Portrait of Henry Wood Booth

1906

Robert Wickenden, like his subject, Henry Wood Booth, was born in Kent, in England. After emigrating to Ohio as a child in the1870s, Wickenden trained successively as a photographer, printmaker, and painter in oils. Though little remembered today, in his lifetime, he enjoyed both popularity and critical acclaim as a painter. He led an itinerant lifestyle, travelling frequently between England, France, Canada, and the United States. Wickenden supplemented his income by dealing in art, selling to American buyers such as Henry Clay Frick and Detroit’s Charles Lang Freer.


It was his work as a dealer that brought Wickenden to Detroit. James Scripps, father of Cranbrook’s co-founder, Ellen Scripps Booth, bought several artworks from Wickenden, sought his advice on other purchases that would form part of the founding collection of the Detroit Museum of Art (now the DIA), and commissioned his own portrait. While Wickenden was at work on Scripps’s portrait, George Booth also commissioned this picture of his father, Henry Wood Booth, painted in December 1907.

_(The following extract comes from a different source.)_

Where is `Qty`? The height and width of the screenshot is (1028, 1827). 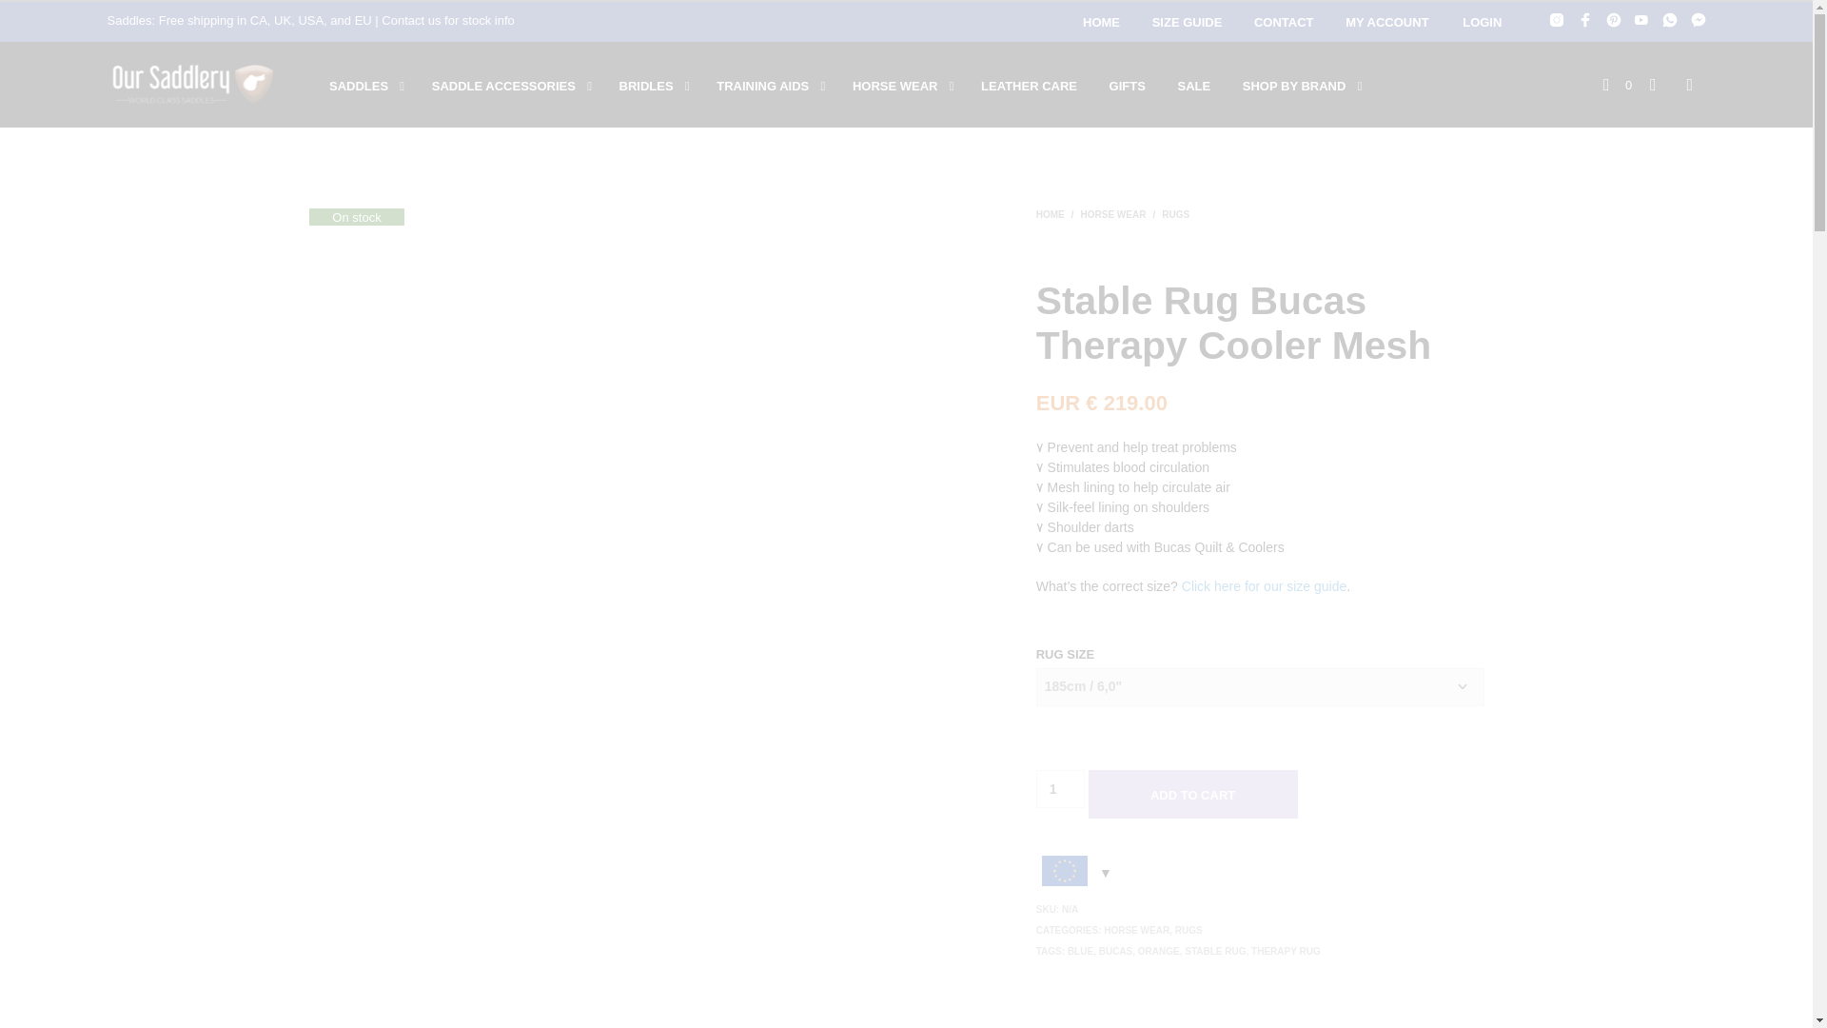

Depicted just weeks before his seventieth birthday, the senior Booth looks out at us over the rims of his reading glasses; an open book and writing utensils on the table beside him suggest that he is in the midst of composition. In his later years, Henry Booth was a diligent diarist, who also wrote at length on his two primary interests, theology and teetotalism.


Mariam Hale
2023-2025 Collections Fellow
Cranbrook Center for Collections and Research
April 2024


Gregory Wittkopp
Director
Cranbrook Center for Collections and Research
April 2019


DimensionsHeight: 29 1/2 in (74.9 cm)
Width: 24 1/2 in (62.2 cm)
ProvenanceClara Gagnier Booth and Henry Wood Booth (1906-circa 1930)
George Gough Booth and Ellen Scripps Booth (circa 1930-1949)
Carolyn Farr Booth and Henry Scripps Booth (1949-1988)
Cranbrook Educational Community (1988-present)
Credit LineCranbrook Center for Collections and Research
Cultural Properties Collection, Founders Collection
Bequest of Henry Scripps Booth and Carolyn Farr Booth to Cranbrook Educational Community
Medium / MaterialsOil on canvas
MarkingsRecto, upper right: Henry Wood Booth AET. LXX. (sic)
SignedRecto, bottom right: Robt. J. Wickenden
GenreObject TypeOil paintings (visual works)
Select Bibliography and Archival Citation(s)Appraisal by Stalker & Boos (1975). Series II: Appraisals and Inventories. George Gough and Ellen Warren Scripps Booth Financial Records (1981-02). Cranbrook Center for Collections and Research. Cranbrook Archives, Bloomfield Hills, Michigan.